Incidentally, my most recent Netflix rental was Snow Cake, an unreleased 2006 film starring Alan Rickman and Sigourney Weaver. Very good performances by both of them in a kind of oddball film. He always manages to inject dignity and sincerity into whatever role he’s in.
Marilyn”
— Elinor Aug 3, 5:44am #
- Thank you for the thoughtful comment, Marilyn.
As I thought about the film, it seemed to me the intense sadness I felt came from the man giving in, giving up, going away and it was that that was so sad. The irretrievability of death.
So I am “reading” the movie somewhat differently from the way you are. I felt a real pull towards death in the film—as I feel there is one in Persuasion, the deep melancholy undercurrents of the book mix here, as it does with its treatment of loss as a treasure, the beauty of older love and thus aging when dignified and accepting it, of autumnal beauty, of Lyme. There’s also a current of necrophilia in the film—for me part of its poignance and strangeness.
I feel the film text also wanted him to stay and he was the agent you see, he the force that turned her around as she decided she didn’t want to spend her life with a dead man. At one point, Jamie, Nina and the ghost friends are watching the concluding scene of Brief Encounter, a rare moment in the film where the husband is seen. As I recall, he (in effect) acknowledges she has been away from him, but forgives her and says how he needs her. She acquiesces in staying but not because she loves or wants him.
Some of the imagery was daring: the use of mentally retarded people for example made the new lover into a compassionate man, but also someone drawn to loss, partial life, and sheer love of beings (including in the movie thus the dead) no matter what they are missing. The pain of childbirth was insisted upon, emotional and physical pain itself.
Again, in Dickens’s “Christmas Carol” as we all recall death is not irretrievable and the old man redeems his whole life, the ghost being purely benign. In Persuasion and Christmas Carol it’s not too late. They get a second chance. In Oliphant’s Christmas story, "Lady Mary's Story," it's too late. In Lake House, Truly, Madly, Deeply, Ghost it’s also too late and in all these cases the death is a death of deep love or a love never had.
It’s very rare the Gods give us a second chance, eh Marilyn?

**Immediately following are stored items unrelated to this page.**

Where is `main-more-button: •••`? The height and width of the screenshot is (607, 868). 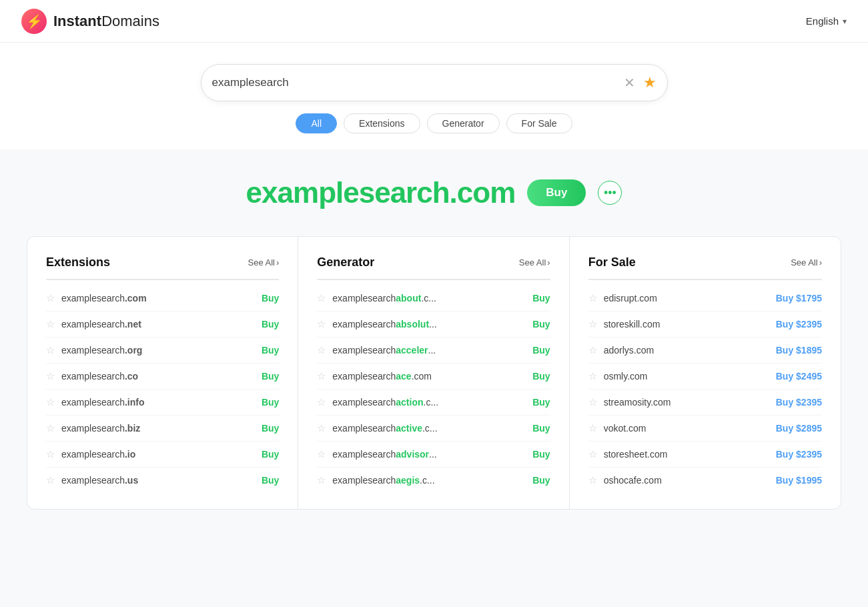
main-more-button: ••• is located at coordinates (610, 193).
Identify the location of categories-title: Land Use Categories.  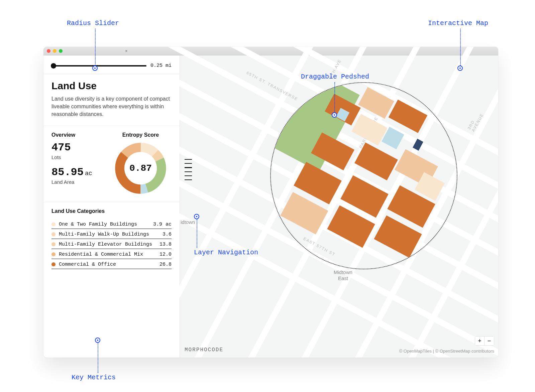
(112, 211).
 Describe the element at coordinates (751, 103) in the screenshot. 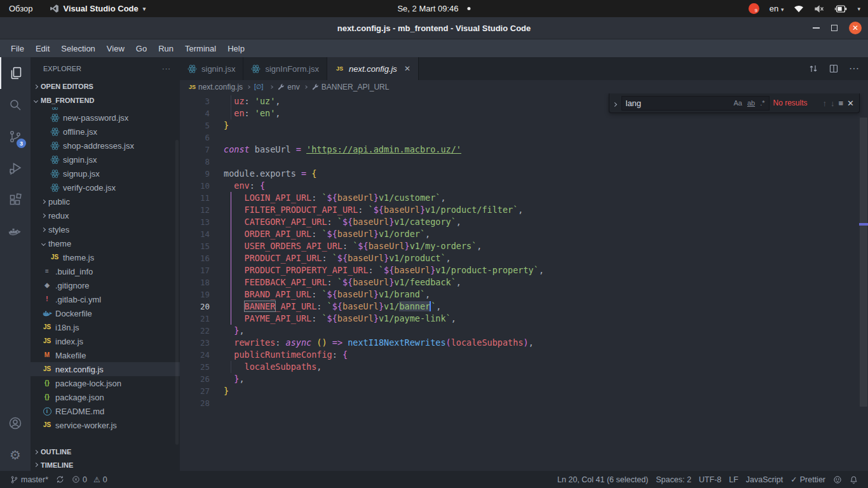

I see `whole-word-icon: ab` at that location.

I agree on the depth and dignity Rickman brings to a role; he transformed Obadiah Slope in Anthony Trollope’s Barchester Towers brilliantly by his intensity, and thus when I reread the book, the character is enriched for me, for yet Rickman was true to the character too.
Ellen
— Elinor Aug 3, 6:00am #
- From Kathleen McCormack:
>Someone who read my blog suggested that Ghost with Whoopie Goldberg is an analogous but more popular rendition of these themes.<
“When Truly Madly Deeply first came out, I heard it referred to as “the thinking person’s Ghost”. Truly Madly, Deeply is one of my top 20 favorite movies.”
— Elinor Aug 5, 6:37am #
- TMD is one of my favorite films—it is the first film I got to the end of and immediately rewound and watched again. And again. Seeing more each time. No other film has so stirred my emotions. As you say, the irretrievability of death. Brought home by believing for this short space of time that it might not be true after all.
There was so much that was unexpectedly genuine and sweet in their (Jamie & Nina’s) relationship. And all the quirky touches, like the hopping. Between the writing and the performances and most of all the Bach soundtrack . . . just a masterpiece. And Minghella much mourned.